▶ **WHAT TO PRODUCE**
Write out exactly the lines of the entries below from the one holding "The width and height of the screenshot is (1662, 935)." to the one holding "The height and width of the screenshot is (429, 762).", inclusive, and leave out all other lines.

═════ EXTRACTED RECORDS ═════

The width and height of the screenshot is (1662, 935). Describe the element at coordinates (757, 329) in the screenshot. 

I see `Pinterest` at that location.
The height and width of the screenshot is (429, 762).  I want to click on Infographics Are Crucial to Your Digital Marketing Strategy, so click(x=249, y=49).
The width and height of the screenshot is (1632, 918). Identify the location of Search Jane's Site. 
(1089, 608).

═════
═════ EXTRACTED RECORDS ═════

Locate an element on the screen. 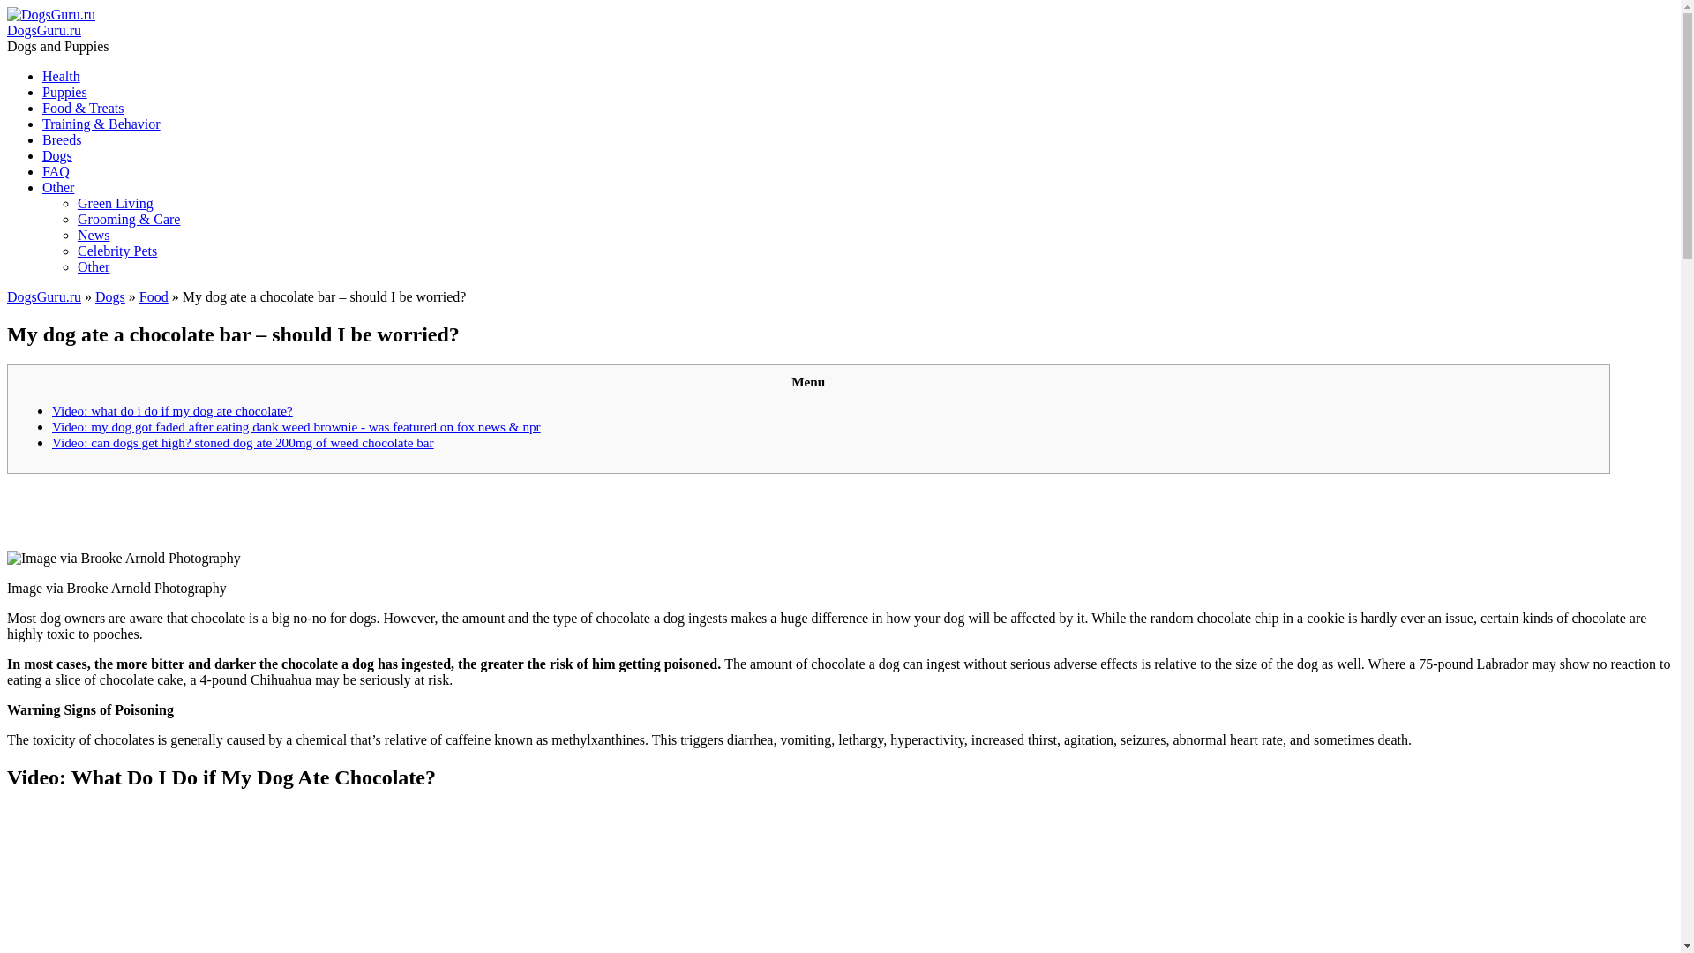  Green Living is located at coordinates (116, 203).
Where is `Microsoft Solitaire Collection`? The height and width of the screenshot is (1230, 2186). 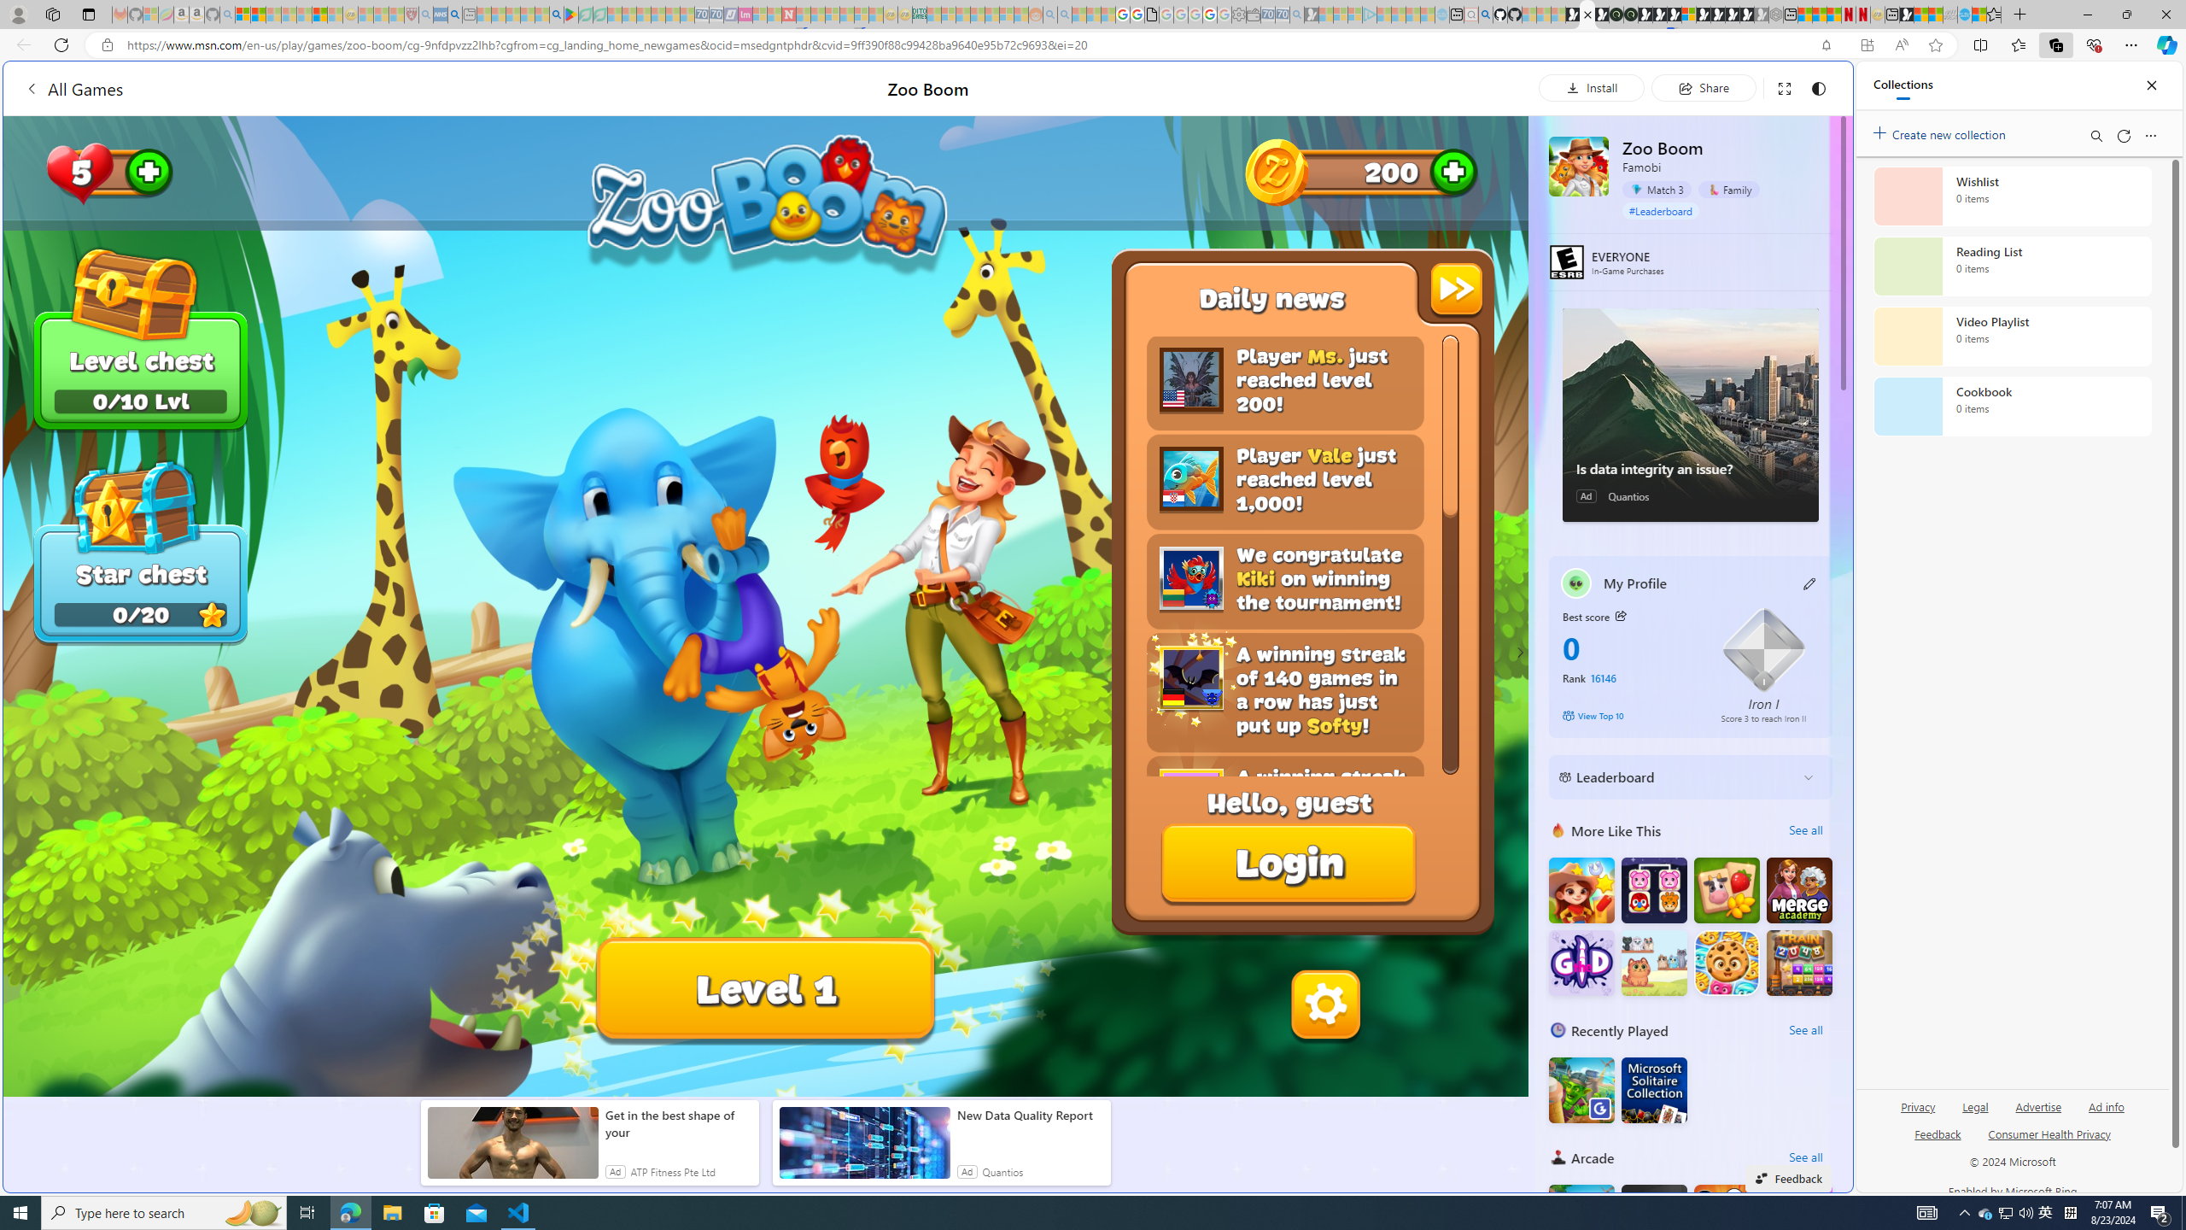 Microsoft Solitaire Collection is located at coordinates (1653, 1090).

═════

▶ **TASK ANSWER**
The width and height of the screenshot is (1662, 935). Describe the element at coordinates (757, 329) in the screenshot. 

I see `Pinterest` at that location.
The height and width of the screenshot is (429, 762).  I want to click on Infographics Are Crucial to Your Digital Marketing Strategy, so click(x=249, y=49).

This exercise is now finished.